ERC Advanced Grants : Nicolas Coltice and Robin Kaiser awarded

  • Research
Published on April 19, 2024 Updated on April 19, 2024
Dates

on the April 16, 2024

Coltice kaiser
Coltice kaiser

Nicolas Coltice and Robin Kaiser are among 255 researchers to have been awarded an Advanced Grant from the European Research Council to fund their research projects. These grants are among the most prestigious and competitive in the European Union, and are part of the EU's Horizon Europe program.

Nicolas Coltice has been a teacher-researcher at Université Côte d'Azur since September. He works in Géoazur and at the Observatoire Côte d'Azur. He studies the history and dynamics of the Earth and planets. He is also co-founder of the initiative didthistreallyhappen.net, which fights against ordinary sexism in the geosciences.

The ERC grant will fund the Pandora project, which aims to identify how the Earth's interior controls the co-evolution of the surface environment and living organisms. The Earth system contains a deep mineral part, made up of a 3000 km-thick rocky part that gives rise to continents and tectonic plates, floating on a metal core where the magnetic field is maintained. At the surface, the atmosphere and hydrosphere make up the climate system, along with the soil, and interact with living organisms. This system evolves as a single entity, with each component interacting with the other. The study of climate change and the dramatic decline in biodiversity has revealed fundamental feedbacks in terrestrial evolution. But the interactions between the Earth's interior, surface and life are still a mystery.


Building digital planetary systems

To take our knowledge of these processes to the next level, this project proposes to build digital planetary systems incorporating the evolution of the Earth's interior, landscapes and climates.interior, landscapes, climates and photosynthetic organisms (plants on land and algae in the sea) in 3D operating on geological timescales. Thanks to very recent advances, it is now possible to create these virtual sisters of the Earth. Their use will enable us to answer a series of fundamental questions, such as: what are the planetary properties that favor rapid diversification of living organisms? What are the properties of the Earth's interior that generate stable or variable environments over geological time?

Robin Kaiser is CNRS Research Director at the Institut de Physique de Nice. His research focuses on the interaction between atoms and photons. After completing his PhD (1986-1990) at the Laboratoire de Spectroscopie Hertzienne de l'ENS in Paris, working with the C. Cohen-Tannoudji team and under the supervision of the CNRS. Cohen-Tannoudji team and under the supervision of A. Aspect, he did a postdoc at Harvard University in G. Gabrielse's team. He was recruited by CNRS and joined A. Aspect for the start-up of his team at the Institut d'Optique. In 1996, Robin Kaiser moved to Nice, where he now heads the cold atoms team.


Intensity Correlations for stars - IC4Stars

Hanbury Brown and Twiss used intensity correlations to measure the angular diameters of stars, achieving record resolutions at the time. This work motivated R. Glauber to develop his quantum theory of optical coherence. Since then, this technique has been discontinued in favor of amplitude interferometry measurements, such as those implemented at the VLT. Using single-photon counting techniques made possible by modern detectors, the IC4Stars project aims to push imaging resolution in astrophysics to new frontiers. One objective is to directly measure the angular diameter of a white dwarf, a degenerate gas of electrons the size of the Earth with the mass of the Sun. This technique can also be used to measure photon statistics, and a second objective of IC4Stars is to demonstrate a laser effect around a very luminous star. Such a result would be the first evidence of quantum optics in astrophysics.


* Required action: Note every line in the entries that contains the string "Excess", and copy it.

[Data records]
________________
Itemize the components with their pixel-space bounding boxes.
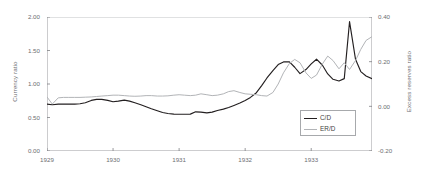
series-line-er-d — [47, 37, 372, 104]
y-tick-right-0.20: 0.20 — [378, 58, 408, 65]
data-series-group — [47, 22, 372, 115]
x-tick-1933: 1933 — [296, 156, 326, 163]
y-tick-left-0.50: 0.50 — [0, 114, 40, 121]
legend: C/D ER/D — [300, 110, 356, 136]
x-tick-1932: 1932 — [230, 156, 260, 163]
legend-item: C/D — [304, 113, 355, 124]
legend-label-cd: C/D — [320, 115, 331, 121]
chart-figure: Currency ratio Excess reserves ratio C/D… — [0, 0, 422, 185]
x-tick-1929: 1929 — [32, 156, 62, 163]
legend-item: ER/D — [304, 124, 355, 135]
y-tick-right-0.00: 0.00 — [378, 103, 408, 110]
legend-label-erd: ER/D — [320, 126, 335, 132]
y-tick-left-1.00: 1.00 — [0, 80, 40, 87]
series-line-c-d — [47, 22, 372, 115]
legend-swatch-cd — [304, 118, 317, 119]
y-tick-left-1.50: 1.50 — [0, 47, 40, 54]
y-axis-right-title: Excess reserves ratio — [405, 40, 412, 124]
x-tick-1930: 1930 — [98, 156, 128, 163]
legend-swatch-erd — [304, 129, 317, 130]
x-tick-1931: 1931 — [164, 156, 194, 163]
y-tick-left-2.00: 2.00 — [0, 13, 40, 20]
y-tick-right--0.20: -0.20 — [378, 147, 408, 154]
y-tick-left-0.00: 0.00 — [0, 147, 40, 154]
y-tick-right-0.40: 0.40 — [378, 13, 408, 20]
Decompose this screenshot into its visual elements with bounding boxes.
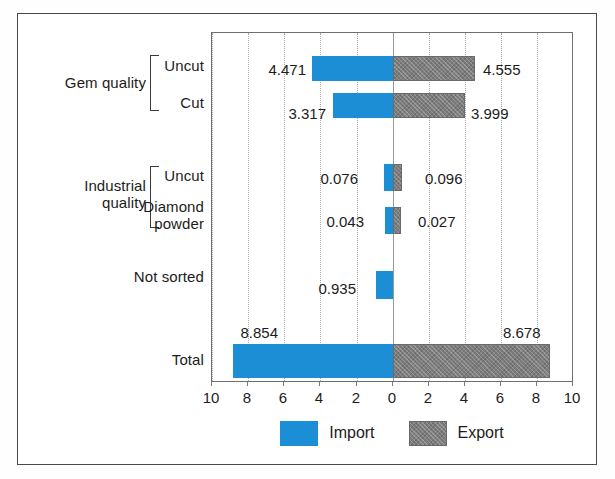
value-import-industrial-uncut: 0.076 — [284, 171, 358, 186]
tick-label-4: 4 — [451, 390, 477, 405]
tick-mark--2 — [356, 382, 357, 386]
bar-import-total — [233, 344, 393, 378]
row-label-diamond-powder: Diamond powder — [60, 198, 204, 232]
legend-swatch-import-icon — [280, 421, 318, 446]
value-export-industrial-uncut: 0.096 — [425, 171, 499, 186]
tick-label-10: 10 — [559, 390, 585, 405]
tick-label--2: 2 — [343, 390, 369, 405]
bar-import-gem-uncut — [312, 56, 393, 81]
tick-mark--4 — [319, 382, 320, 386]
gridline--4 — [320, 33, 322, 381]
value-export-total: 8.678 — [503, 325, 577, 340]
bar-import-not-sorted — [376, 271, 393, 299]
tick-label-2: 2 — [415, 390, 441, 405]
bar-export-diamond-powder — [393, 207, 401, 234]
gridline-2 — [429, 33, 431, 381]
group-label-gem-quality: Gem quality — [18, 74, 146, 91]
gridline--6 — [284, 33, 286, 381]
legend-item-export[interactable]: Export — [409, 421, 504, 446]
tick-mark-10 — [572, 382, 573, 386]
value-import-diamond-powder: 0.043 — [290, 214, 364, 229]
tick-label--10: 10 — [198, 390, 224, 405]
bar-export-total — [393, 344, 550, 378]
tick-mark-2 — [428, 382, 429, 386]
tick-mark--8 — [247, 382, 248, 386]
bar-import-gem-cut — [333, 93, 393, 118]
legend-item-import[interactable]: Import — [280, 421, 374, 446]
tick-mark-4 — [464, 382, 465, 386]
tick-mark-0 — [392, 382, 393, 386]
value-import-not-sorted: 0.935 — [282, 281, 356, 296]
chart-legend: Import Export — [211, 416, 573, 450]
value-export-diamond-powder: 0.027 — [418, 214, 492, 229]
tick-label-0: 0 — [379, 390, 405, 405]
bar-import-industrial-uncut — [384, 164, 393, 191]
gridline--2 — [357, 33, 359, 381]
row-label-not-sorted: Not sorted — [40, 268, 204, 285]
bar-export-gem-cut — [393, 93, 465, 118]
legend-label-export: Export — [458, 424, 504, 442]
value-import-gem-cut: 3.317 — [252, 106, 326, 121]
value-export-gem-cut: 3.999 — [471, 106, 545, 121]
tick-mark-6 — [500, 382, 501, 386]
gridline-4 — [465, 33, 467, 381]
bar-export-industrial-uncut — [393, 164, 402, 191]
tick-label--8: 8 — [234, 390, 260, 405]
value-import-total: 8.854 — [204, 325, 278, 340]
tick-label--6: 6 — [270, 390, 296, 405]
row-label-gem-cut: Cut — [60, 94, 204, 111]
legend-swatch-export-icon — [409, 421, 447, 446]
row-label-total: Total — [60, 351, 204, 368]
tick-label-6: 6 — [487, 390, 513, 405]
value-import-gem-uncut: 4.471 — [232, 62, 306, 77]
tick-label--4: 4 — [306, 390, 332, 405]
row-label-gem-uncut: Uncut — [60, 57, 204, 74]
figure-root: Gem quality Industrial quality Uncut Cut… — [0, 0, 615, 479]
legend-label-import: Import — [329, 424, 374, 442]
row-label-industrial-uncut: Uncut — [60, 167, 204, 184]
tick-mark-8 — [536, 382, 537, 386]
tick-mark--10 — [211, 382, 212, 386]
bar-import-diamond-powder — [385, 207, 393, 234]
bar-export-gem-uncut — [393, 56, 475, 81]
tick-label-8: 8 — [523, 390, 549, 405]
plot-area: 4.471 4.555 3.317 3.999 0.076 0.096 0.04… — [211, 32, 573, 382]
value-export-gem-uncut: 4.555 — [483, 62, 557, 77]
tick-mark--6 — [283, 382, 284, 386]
________________
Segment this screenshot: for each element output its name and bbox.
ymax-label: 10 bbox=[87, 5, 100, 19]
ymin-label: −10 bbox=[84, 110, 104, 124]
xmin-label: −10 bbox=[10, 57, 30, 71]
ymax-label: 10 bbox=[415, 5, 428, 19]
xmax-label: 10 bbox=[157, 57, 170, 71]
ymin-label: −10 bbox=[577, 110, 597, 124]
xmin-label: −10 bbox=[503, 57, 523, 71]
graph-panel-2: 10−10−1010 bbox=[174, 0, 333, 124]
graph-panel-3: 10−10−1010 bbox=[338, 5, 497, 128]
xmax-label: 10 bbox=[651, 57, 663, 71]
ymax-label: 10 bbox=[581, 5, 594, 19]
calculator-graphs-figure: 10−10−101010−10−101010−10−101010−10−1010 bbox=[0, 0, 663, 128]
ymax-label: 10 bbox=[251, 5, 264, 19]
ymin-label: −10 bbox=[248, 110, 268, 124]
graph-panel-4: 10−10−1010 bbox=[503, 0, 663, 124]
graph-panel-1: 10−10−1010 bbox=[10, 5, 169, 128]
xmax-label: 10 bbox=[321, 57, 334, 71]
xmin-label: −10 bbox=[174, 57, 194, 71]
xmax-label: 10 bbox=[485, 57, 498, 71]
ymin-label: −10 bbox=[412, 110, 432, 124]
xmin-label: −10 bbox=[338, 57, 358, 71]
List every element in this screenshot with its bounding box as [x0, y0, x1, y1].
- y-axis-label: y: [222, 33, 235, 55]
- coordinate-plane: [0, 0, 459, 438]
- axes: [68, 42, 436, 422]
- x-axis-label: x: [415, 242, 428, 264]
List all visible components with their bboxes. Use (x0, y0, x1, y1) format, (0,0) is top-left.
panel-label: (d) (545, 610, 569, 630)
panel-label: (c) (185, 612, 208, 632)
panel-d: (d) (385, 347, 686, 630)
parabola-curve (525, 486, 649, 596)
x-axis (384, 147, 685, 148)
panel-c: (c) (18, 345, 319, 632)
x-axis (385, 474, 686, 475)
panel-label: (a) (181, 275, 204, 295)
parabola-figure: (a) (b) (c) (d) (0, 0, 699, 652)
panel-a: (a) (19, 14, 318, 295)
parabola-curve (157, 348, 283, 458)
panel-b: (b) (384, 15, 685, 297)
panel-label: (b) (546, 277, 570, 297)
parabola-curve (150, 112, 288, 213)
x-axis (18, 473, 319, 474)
________________
* Solution:
chart-figure: Currency ratio Excess reserves ratio C/D… — [0, 0, 422, 185]
y-axis-right-title: Excess reserves ratio — [405, 40, 412, 124]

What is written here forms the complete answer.